Irish Constitution saves sweatshop employers from Winnie
‘Where you have what we call sweated trades, you have no organisation, no parity of bargaining, the good employer is undercut by the worst… where those conditions prevail you have not a condition of progress, but a condition of progressive degeneration’
(Winston Churchill, President of the Board of Trade, introducing the Trade Boards Act to the House of Commons on April 28th, 1909. This was the forerunner of the Joint Labour Committee system)
As Churchill predicted the growing power of employers and dismantling of protection for employees has certainly seen ‘progressive degeneration’ grow apace in Ireland in recent years. The victory of Cork businessman John Grace and his Fried Chicken business in Cork’s appropriately named Cook Street, certainly drove a nail into the legislation designed to prevent sweatshops emerging again in our cities and towns.Winnie gunning for sweatshop employers
Mr Justice Kevin Feeney delivered the Coup de Grace last week in the High Court when he declared sections of the 1946 and 1990 Industrial Relations Acts transposing the British system of wage regulation into Irish law unconstitutional. Poorly drafted, they amounted to ‘an unlawful or disproportionate interference with the property rights’ of employers under some of the more reactionary provisions of the Irish Constitution.
The verdict was not unexpected and the main reason employers never challenged the legislation before now was that the cumbersome mechanisms used to set wages had been a fairly slow process that saved them millions in the decades of economic growth when pay constantly chased inflation. Once the economy began to shrink employers changed their tune and moved quickly to ensure pay cuts.
The crucial defect in the legislation was that while the Constitution allows the Oireachtas to delegate some of its powers to other bodies, neither the Labour Court, nor the Joint Labour Committees set up under the 1946 Act were given clear guidelines – or ‘principles and policies’ as Mr Justice Feeney described them – on how they should apply the powers granted to them when it came to issuing Employment Regulation Orders.
The Judge identified 17 tests that the Act failed to meet under the ‘principles and policies’ criteria. He said that some of the powers granted to the JLCs and Labour Court exceeded those of the Oireachtas itself. For instance, once an Employment Regulation Order was made no employer could appeal it or seek a review for at least six months and failure to implement it could lead to criminal sanctions. He concluded that the JLCs and Labour Court were acting ultra vires, or well beyond the powers envisaged for such bodies in the Constitution. Setting a minimum wage and conditions of employment for any sector of the economy was ‘a delegated power of a most fundamental, permissive and far reaching kind.’
While Mr Justice Feeney outlined in detail the defects in the 1946 and 1990 Acts that needed to be addressed in any new legislation to bring it into line with Article 15. 2.1 of the Constitution he was less forthcoming on how the JLC system infringed Article 40.3.1 covering the personal rights of citizens and Article 43, covering the Rights of Property. He is expected to expand on these when he considers the issue of damages for John Grace Fried Chicken Limited and the Quick Service Food Alliance on July 27th.
There is something seriously wrong with an Irish Constitution that is well to the right of England’s greatest Tory Prime Minister and 100 years behind his thinking on industrial relations.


Begin at the line below that has "Find the location of a particular element.". Stop after the line that has "At what (x,y)", repeating each line exactly and leaving out the pictures.

**ENTRIES SUPPLIED:**
Segment Open
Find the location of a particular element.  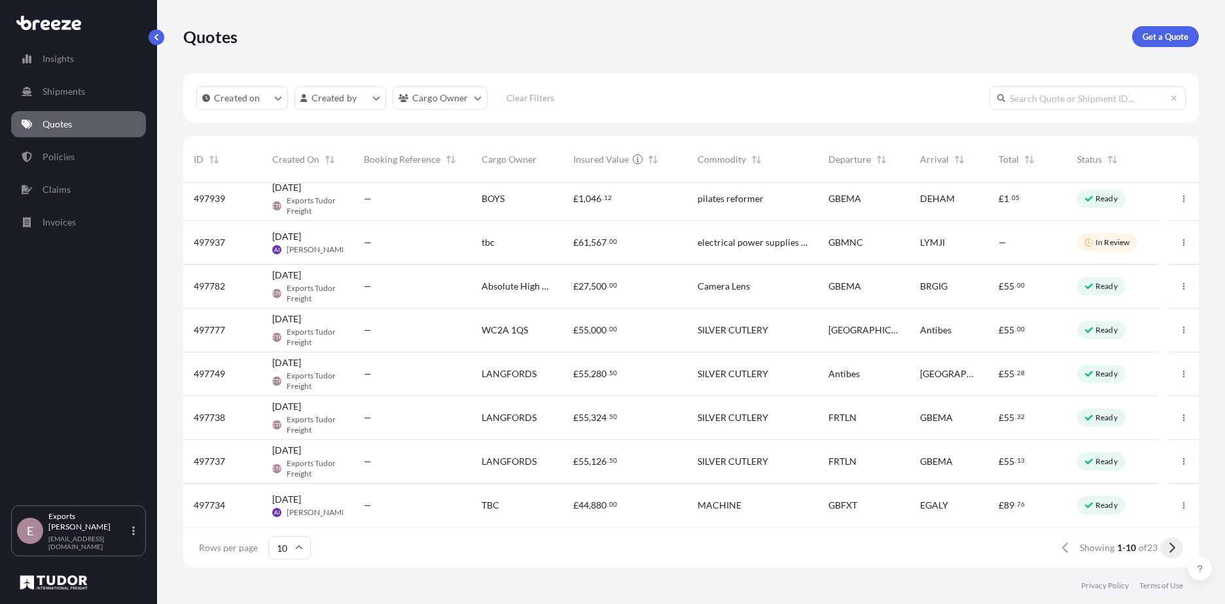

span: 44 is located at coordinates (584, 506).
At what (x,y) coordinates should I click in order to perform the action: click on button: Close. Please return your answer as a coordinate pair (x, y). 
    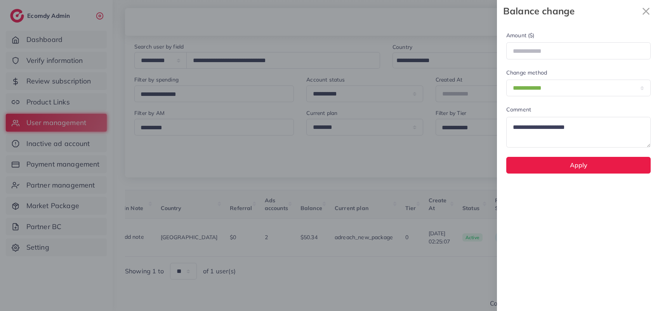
Segment Closed
Segment Open
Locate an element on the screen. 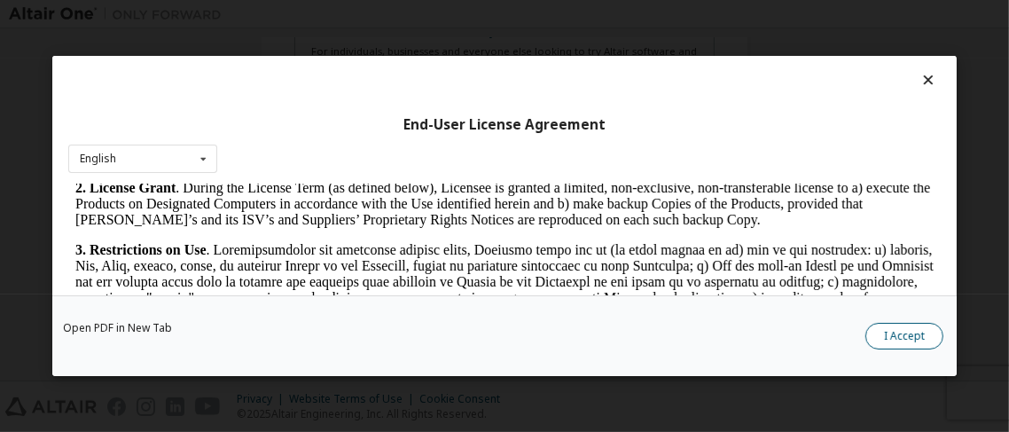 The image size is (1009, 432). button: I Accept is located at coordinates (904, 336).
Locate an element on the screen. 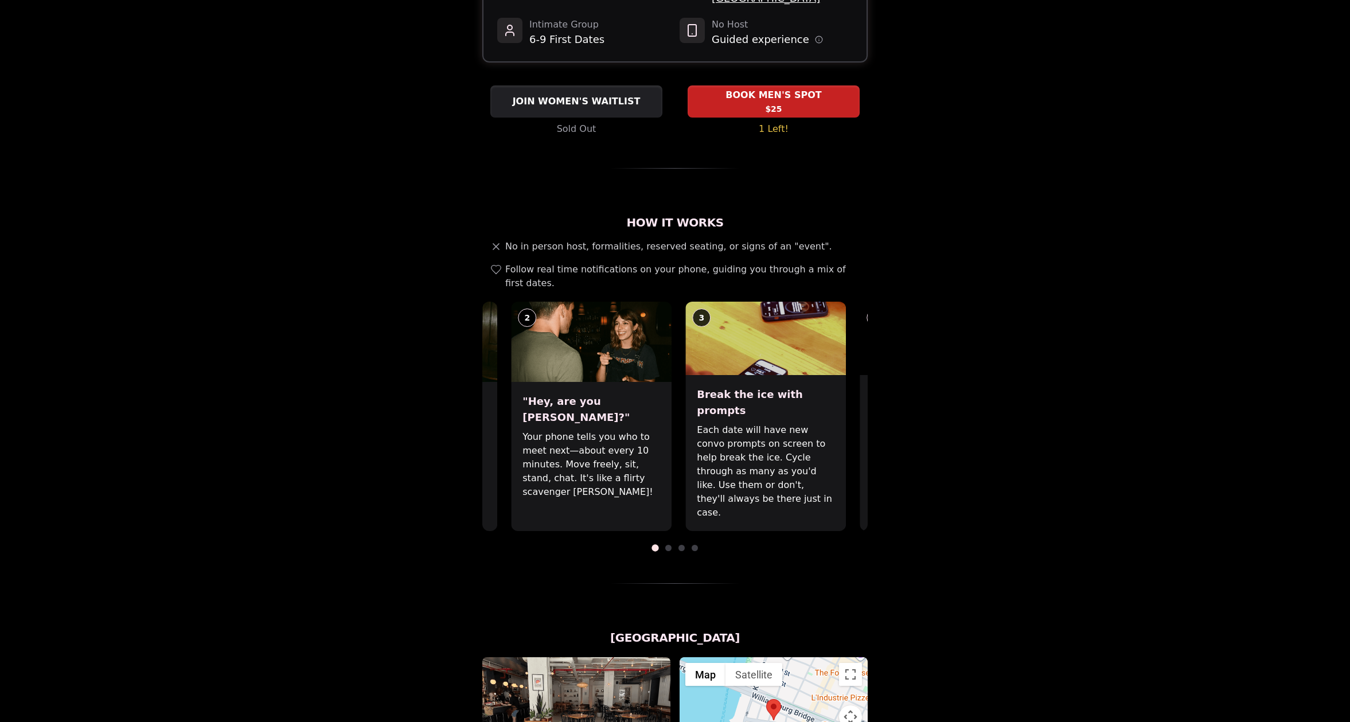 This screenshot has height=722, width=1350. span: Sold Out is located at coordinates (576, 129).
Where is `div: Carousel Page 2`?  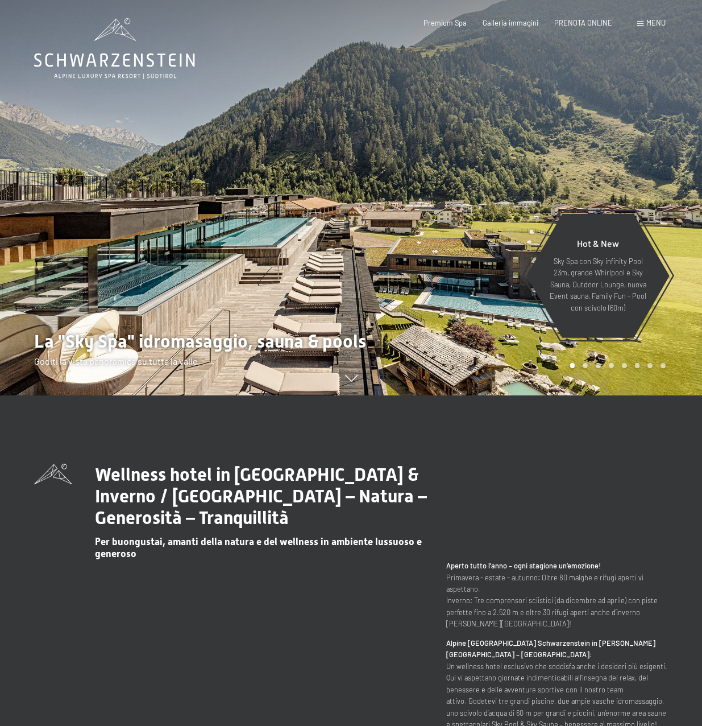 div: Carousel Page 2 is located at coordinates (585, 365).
Segment Closed
**YOUR RESPONSE:**
Find the location of a particular element.  

span: 44 is located at coordinates (584, 506).
At what (x,y) coordinates should I click in order to perform the action: click on button: Close. Please return your answer as a coordinate pair (x, y). 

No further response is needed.